Talked Out
Hello, Walter:
Inspired by your accolades, I am going to tell the truth. I was wrong last
night. I hunkered down with Talk only to find it ... bloated and oddly
uncompelling.
Not all of it. I enjoyed Charles Bowden's account of the perils of being a
young female factory worker in Mexico, safari guide Mark Ross' harrowing if
sentimentally written account of his kidnapping in Uganda by Hutu rebels, and
much of the front-of-the-book "Conversation" section. But other features seemed
pretentious and empty, like a photo spread of male stars and their ponderous
quotations. "Celebrity is the pox of success," says Harrison Ford as he gives
the camera his trademark weary stare. Some others have been amply reported
elsewhere--Richard Butler's piece on the emasculation of UNSCOM is his own
telling of material that's appeared in the Washington
Post and
the The New
Yorker , and the Wall
Street
Journal and Fortune got to Lorna Wendt way before Mimi Swartz did
(she does, however, have the good grace to acknowledge it). And the magazine's
attempt at edginess seems desperate and strained. I've already seen a million
cheesecake photos of Gwyneth Paltrow and Drew Barrymore, and despite the
dictates of Talk's "Hip List," I am not prepared to believe that scabby
knees are cool.
In her editorial message, Tina Brown writes that she chose the name
Talk because of its "unpretentious brevity." But this is a whale of a
magazine, with 13 feature stories, 14 front-of-the-book "Conversation" items
(many of which are almost feature-length), plus fashion spreads, celeb pics,
book reviews, an astrology page, and more. This doesn't feel like editorial
bounty--it's as if Talk is throwing everything to the wall to see what
sticks. I kept looking for a unifying sensibility, for flashes of brilliant
Tina-osity, for Vanity
Fair's sumptuous glamour or the The
New
Yorker's pensiveness or wit. I also didn't find a single phrase
to stop and admire--or even one that carried the metaphorical oomph of that
terrific milk-carton quote you found in the Times .

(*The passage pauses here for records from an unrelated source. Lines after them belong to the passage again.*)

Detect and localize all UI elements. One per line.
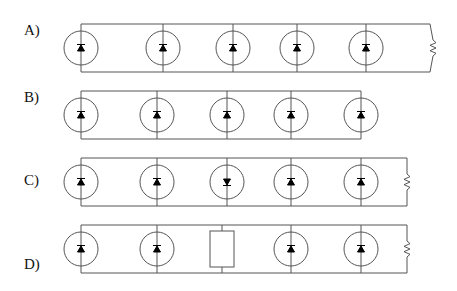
diode-up-icon	[153, 179, 161, 186]
led-1-up	[64, 225, 98, 273]
diode-up-icon	[287, 179, 295, 186]
diode-up-icon	[77, 246, 85, 253]
led-1-up	[64, 91, 98, 139]
circuit-option-a	[64, 24, 436, 72]
diode-up-icon	[77, 179, 85, 186]
led-2-up	[140, 158, 174, 206]
led-4-up	[274, 158, 308, 206]
box-component-icon	[210, 225, 234, 273]
led-4-up	[274, 225, 308, 273]
led-4-up	[280, 24, 314, 72]
led-2-up	[146, 24, 180, 72]
diode-up-icon	[159, 45, 167, 52]
diode-up-icon	[153, 246, 161, 253]
diode-up-icon	[153, 112, 161, 119]
resistor-icon	[430, 24, 436, 72]
led-4-up	[274, 91, 308, 139]
diode-up-icon	[77, 45, 85, 52]
led-5-up	[344, 91, 378, 139]
diode-up-icon	[357, 179, 365, 186]
led-3-up	[210, 91, 244, 139]
diode-up-icon	[362, 45, 370, 52]
led-1-up	[64, 158, 98, 206]
circuit-option-b	[64, 91, 378, 139]
diode-up-icon	[287, 246, 295, 253]
circuit-diagram	[0, 0, 457, 291]
diode-up-icon	[293, 45, 301, 52]
led-1-up	[64, 24, 98, 72]
led-2-up	[140, 91, 174, 139]
diode-up-icon	[357, 246, 365, 253]
led-5-up	[344, 225, 378, 273]
led-2-up	[140, 225, 174, 273]
led-5-up	[344, 158, 378, 206]
diode-up-icon	[287, 112, 295, 119]
diode-up-icon	[229, 45, 237, 52]
led-3-up	[216, 24, 250, 72]
resistor-icon	[404, 158, 410, 206]
diode-up-icon	[77, 112, 85, 119]
diode-down-icon	[223, 179, 231, 186]
diode-up-icon	[357, 112, 365, 119]
led-5-up	[349, 24, 383, 72]
circuit-option-c	[64, 158, 410, 206]
diode-up-icon	[223, 112, 231, 119]
resistor-icon	[404, 225, 410, 273]
led-3-down	[210, 158, 244, 206]
circuit-option-d	[64, 225, 410, 273]
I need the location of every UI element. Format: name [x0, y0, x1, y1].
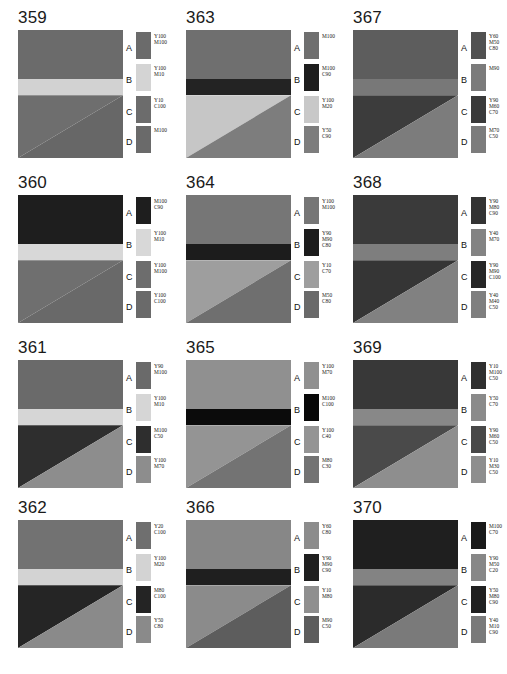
zone-letter-c: C: [126, 437, 133, 447]
color-swatch: [304, 616, 319, 643]
panel-number: 369: [353, 338, 501, 357]
ink-value: C90: [322, 133, 331, 139]
test-image: [353, 30, 458, 158]
ink-spec-row: M100C90: [136, 197, 167, 224]
zone-letter-column: ABCD: [123, 30, 136, 158]
ink-spec-row: Y100M100: [304, 197, 335, 224]
panel-body: ABCDM100C70Y90M50C20Y50M80C90Y40M10C90: [353, 520, 501, 648]
ink-spec-text: Y90M90C80: [319, 229, 332, 249]
zone-letter-b: B: [461, 405, 467, 415]
color-swatch: [304, 197, 319, 224]
zone-letter-d: D: [461, 467, 468, 477]
zone-letter-b: B: [294, 240, 300, 250]
ink-value: M70: [322, 369, 334, 375]
ink-spec-text: Y100M100: [319, 197, 335, 210]
ink-spec-row: Y10M80: [304, 586, 332, 613]
ink-spec-text: Y10C70: [319, 261, 331, 274]
ink-value: C30: [322, 463, 332, 469]
ink-spec-row: Y10C100: [136, 96, 166, 123]
test-image: [353, 360, 458, 488]
ink-spec-row: Y90M60C50: [471, 426, 499, 453]
color-swatch: [471, 394, 486, 421]
color-swatch: [304, 126, 319, 153]
ink-value: M90: [489, 65, 499, 71]
color-swatch: [471, 261, 486, 288]
color-swatch: [136, 456, 151, 483]
zone-letter-a: A: [461, 533, 467, 543]
zone-letter-a: A: [294, 533, 300, 543]
image-band-b: [18, 569, 123, 586]
ink-spec-text: Y10M30C50: [486, 456, 499, 476]
ink-value: M10: [154, 236, 166, 242]
ink-value: C50: [154, 433, 167, 439]
ink-spec-text: M80C100: [151, 586, 166, 599]
image-band-b: [18, 79, 123, 96]
panel-number: 360: [18, 173, 168, 192]
ink-spec-text: Y100M100: [151, 261, 167, 274]
image-band-b: [353, 244, 458, 261]
ink-spec-row: Y50C70: [471, 394, 498, 421]
ink-spec-row: M50C80: [304, 291, 332, 318]
ink-spec-text: Y10C100: [151, 96, 166, 109]
color-swatch: [471, 362, 486, 389]
ink-value: M10: [154, 71, 166, 77]
color-swatch: [471, 96, 486, 123]
color-swatch: [136, 96, 151, 123]
panel-number: 365: [186, 338, 335, 357]
image-band-cd: [186, 585, 291, 648]
ink-spec-text: Y100C100: [151, 291, 166, 304]
ink-spec-text: Y90M60C70: [486, 96, 499, 116]
ink-spec-row: Y100M10: [136, 64, 166, 91]
color-swatch: [304, 456, 319, 483]
ink-spec-text: M70C50: [486, 126, 499, 139]
image-band-cd: [186, 425, 291, 488]
ink-spec-row: Y40M70: [471, 229, 499, 256]
ink-value: M100: [154, 369, 167, 375]
color-swatch: [136, 261, 151, 288]
ink-spec-text: Y40M10C90: [486, 616, 499, 636]
image-band-b: [18, 244, 123, 261]
ink-spec-text: Y100M70: [151, 456, 166, 469]
color-swatch: [136, 554, 151, 581]
image-band-b: [18, 409, 123, 426]
ink-value: M100: [322, 33, 335, 39]
ink-spec-text: Y60M50C80: [486, 32, 499, 52]
ink-spec-row: Y90M90C100: [471, 261, 501, 288]
zone-letter-a: A: [461, 43, 467, 53]
ink-spec-row: Y40M10C90: [471, 616, 499, 643]
zone-letter-a: A: [126, 373, 132, 383]
color-swatch: [304, 362, 319, 389]
ink-spec-row: Y100M20: [304, 96, 334, 123]
ink-spec-row: Y10C70: [304, 261, 331, 288]
color-swatch: [136, 32, 151, 59]
color-swatch: [304, 554, 319, 581]
ink-value: M100: [154, 268, 167, 274]
panel-number: 367: [353, 8, 501, 27]
ink-spec-text: M50C80: [319, 291, 332, 304]
panel-body: ABCDY60C80Y90M90C90Y10M80M90C50: [186, 520, 335, 648]
ink-spec-text: Y40M70: [486, 229, 499, 242]
ink-value: C50: [489, 304, 499, 310]
ink-value: C70: [489, 529, 502, 535]
ink-spec-row: Y10M30C50: [471, 456, 499, 483]
zone-letter-c: C: [126, 107, 133, 117]
ink-value: M20: [154, 561, 166, 567]
ink-value: C100: [154, 298, 166, 304]
zone-letter-c: C: [294, 272, 301, 282]
ink-value: M100: [154, 39, 167, 45]
zone-letter-column: ABCD: [458, 30, 471, 158]
panel-369: 369ABCDY10M100C50Y50C70Y90M60C50Y10M30C5…: [335, 330, 501, 490]
color-swatch: [136, 126, 151, 153]
zone-letter-a: A: [294, 373, 300, 383]
image-band-cd: [186, 95, 291, 158]
ink-value: C90: [489, 599, 499, 605]
ink-spec-text: M100: [151, 126, 167, 133]
zone-letter-b: B: [126, 405, 132, 415]
image-band-a: [353, 195, 458, 244]
image-band-a: [186, 195, 291, 244]
zone-letter-a: A: [294, 43, 300, 53]
ink-spec-text: Y100M20: [151, 554, 166, 567]
ink-spec-row: M100C70: [471, 522, 502, 549]
ink-spec-row: M80C100: [136, 586, 166, 613]
ink-value: C100: [489, 274, 501, 280]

Wise of you not to take my bet about the Hillary Clinton profile, Walter.
You wouldn't have won. The piece contained no new revelations at all-- unless
we counted the news that, according to the Northern Irish secretary of state,
Hillary is responsible for the region's recent economic boom.
Back to Ron Klain and his stellar sense of wordplay. The Times has
consistently been printing dishy, embarrassing quotes from Gore-niks about the
campaign's weaknesses (landmarks in this series: President Clinton's worries
about the veep's electability and Bob Squier's railings against Carter Eskew).
And now staffers, clearly upset at his departure, have blurted out a goodbye
speech. This strikes me as just as much a testament to the campaign's poor
morale and weak organization as it is to the skill of reporters like Seelye.
Hasn't Tony Coelho told everyone to keep their mouths shut? What are we going
to hear next? I worked in the Giuliani administration for a year, and no
one spoke to the press. The policy was overly suspicious and vituperative,
but it also cultivated a sense of common purpose and team loyalty. Even though
I'm a journalist now, the former staffer in me wants to hush the
blatherers.
No more stabs, Walter. Let's keep talking about money and risk--and let's
agree not to let Mark Barton represent the perils of the Internet economy. I
enjoyed today's Journal story quite a bit more than yesterday's. With
(smile) one quibble. The piece argues that Americans are newly eager to embrace
risk, and compares risky career moves and aggressive investing to " 'hard
adventure' travel, where risk-seekers hack through jungles with machetes or
scale the world's highest mountains." Is this really all part of one big Trend?
I'd give you my thoughts now, but then we'd never eat lunch ...
Talk soon,
Jodi
P.S.: Ryan Papir, one of our readers, helpfully told me that after losing
about $4 million in the 1987 crash, a man named Arthur Kane killed a Merrill
Lynch office manager and seriously injured a stockbroker.